The team checked if these bacteria could handle space travel. Some have genes for DNA repair and dormancy, which help against radiation or cold. But no one has tested them in real space conditions yet. The Phoenix lander went to Mars' north pole in 2008. Its cleanroom prep shows even strict rules miss some life forms.

Researchers plan more tests. They are building a chamber at King Abdullah University to copy Mars air pressure, cold swings, radiation, and low oxygen. Pilot runs start early next year. This will show if the bacteria can take a trip to Mars or live on its surface.

What This Means

These bacteria test NASA's cleaning rules. Space agencies use cleanrooms to guard against contaminating other worlds. If Earth life slips through, it could mess up searches for alien microbes. The new species make good test cases because they beat standard cleanups. Agencies might need better detection or stronger chemicals.

The findings push for standard sampling across cleanrooms worldwide. Teams could track microbes over time with the same methods. This would spot risky ones early. Beyond space, the bacteria offer clues for other fields. Their chemical resistance could help make tougher cleaners or new biotech tools.

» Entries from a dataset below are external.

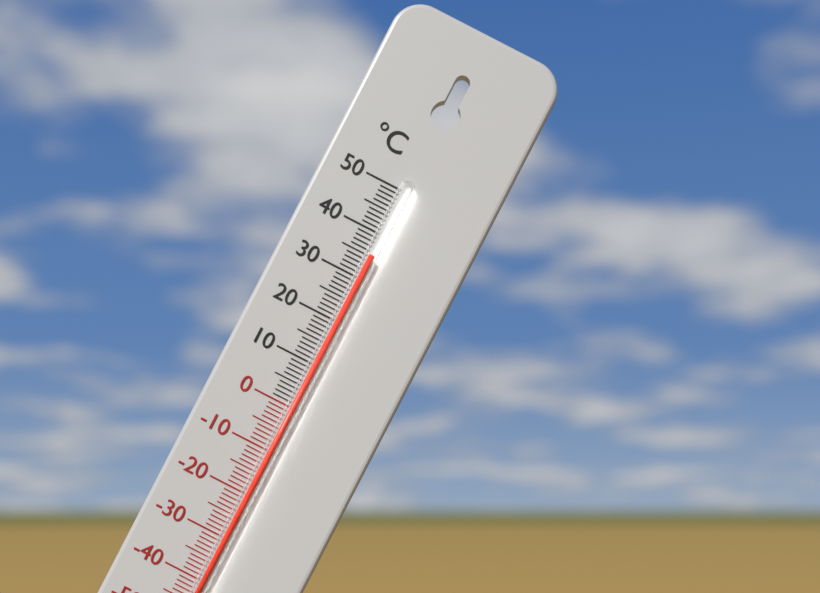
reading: 35 °C
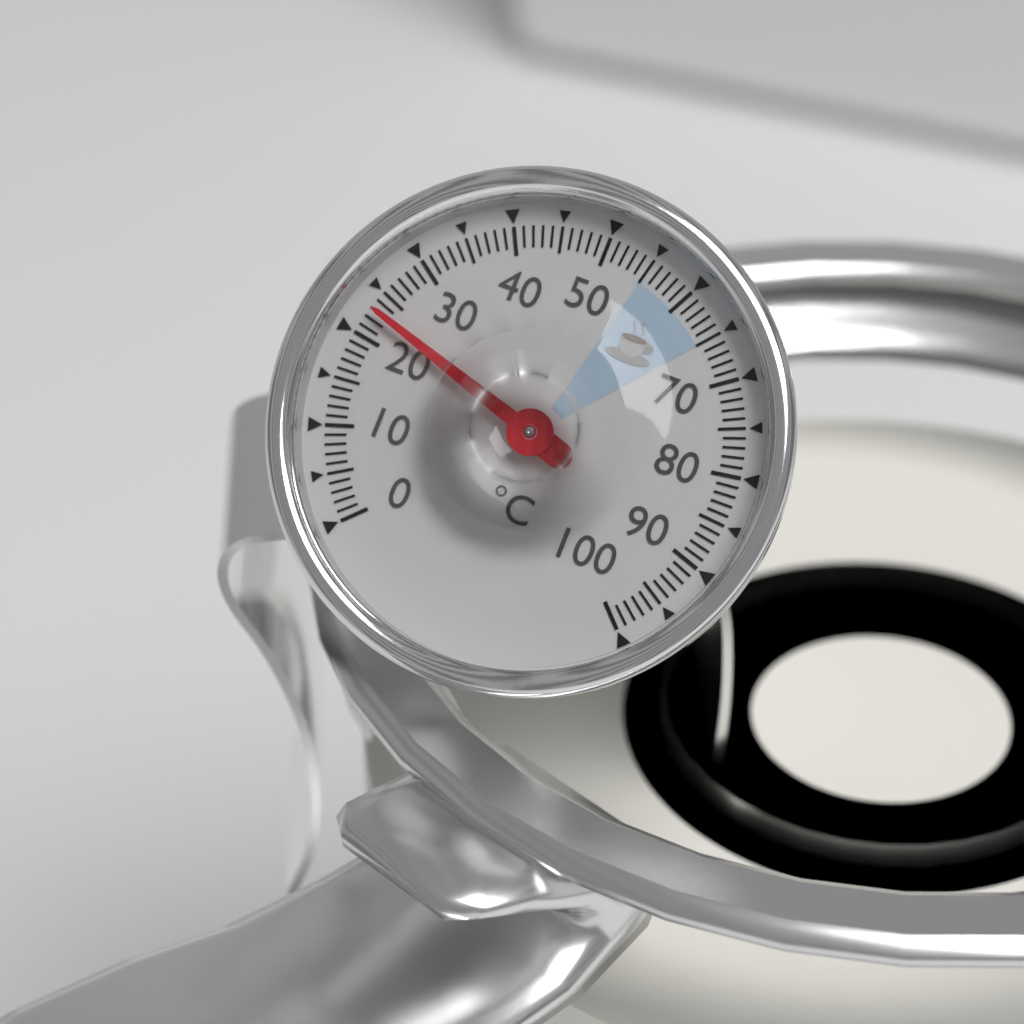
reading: 23 °C
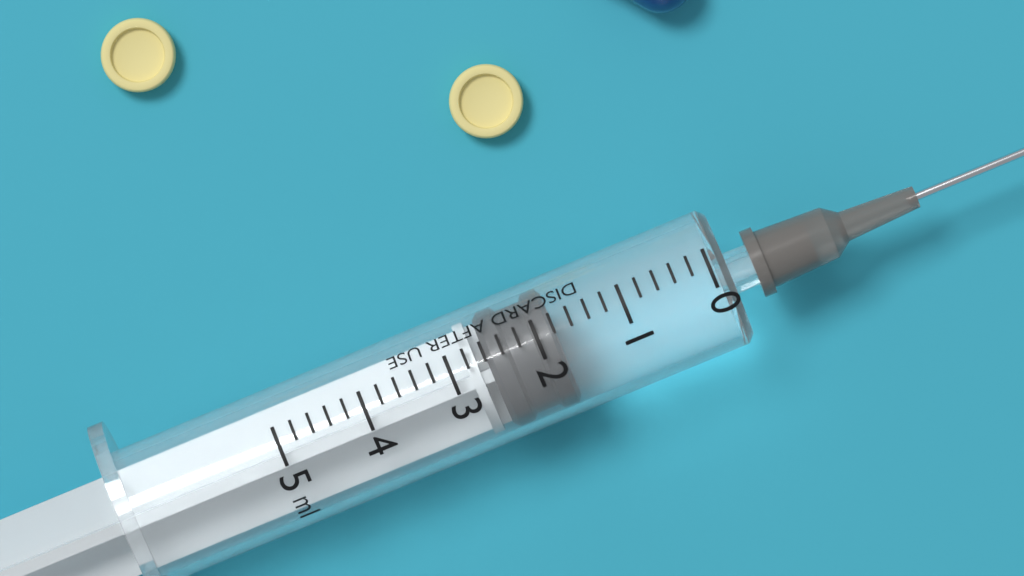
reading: 1.8 ml
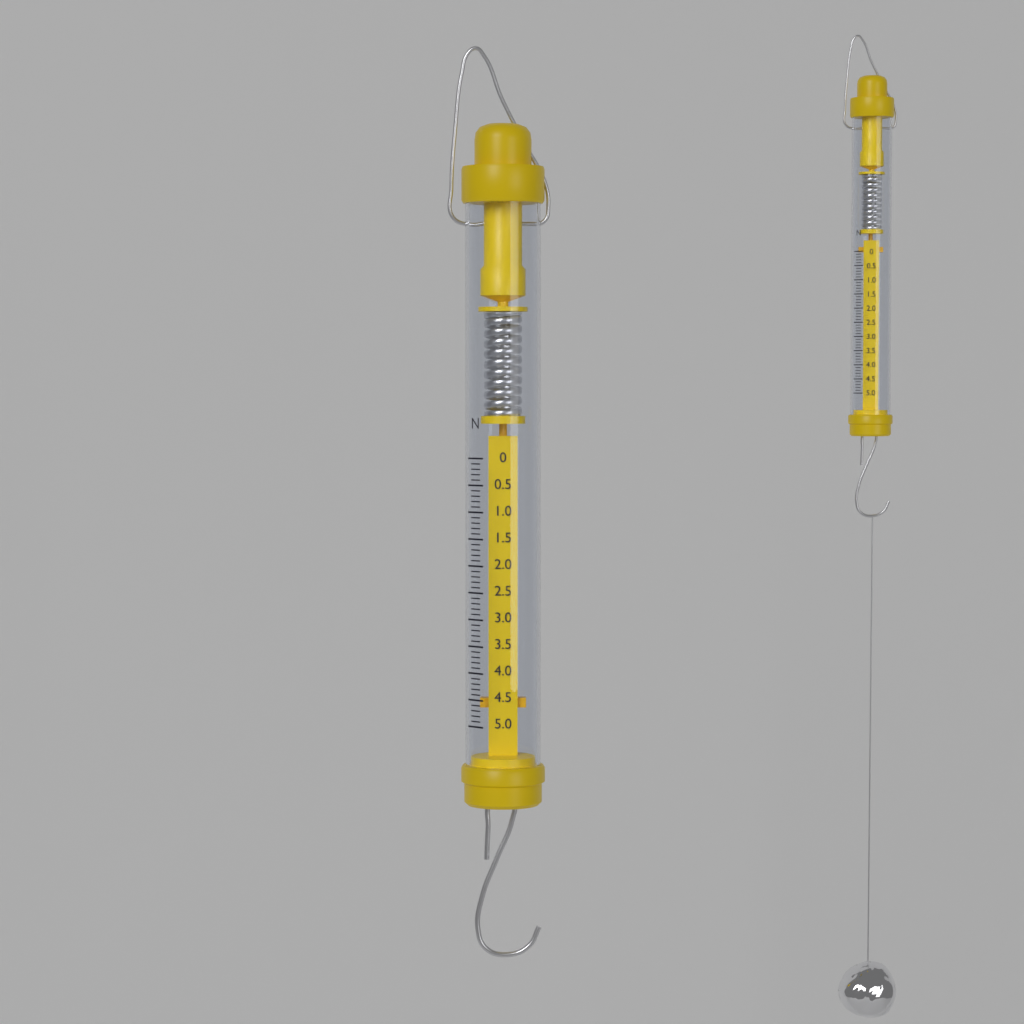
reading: 4.7 N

In astrobiology, they model life on harsh planets. The chamber tests will check survival under Mars-like stress: thin air full of carbon dioxide, UV light, and big temperature drops. Results could shape future missions. NASA and others aim to keep spacecraft sterile, but nature keeps finding ways.

The study calls for long-term work. Coordinated swabs from many sites, paired with lab tests, would map threats better. It could lead to fixes in planetary protection. For now, the cleanrooms prove no place is fully sterile. Life adapts, even in the harshest setups built by humans.

Experts like Rosado stress cleanrooms hold life, just at low levels. The new species fit a pattern of slow, steady presence. This work builds on years of sampling. It shows DNA tech unlocks old puzzles. As missions grow, understanding these holdouts matters more.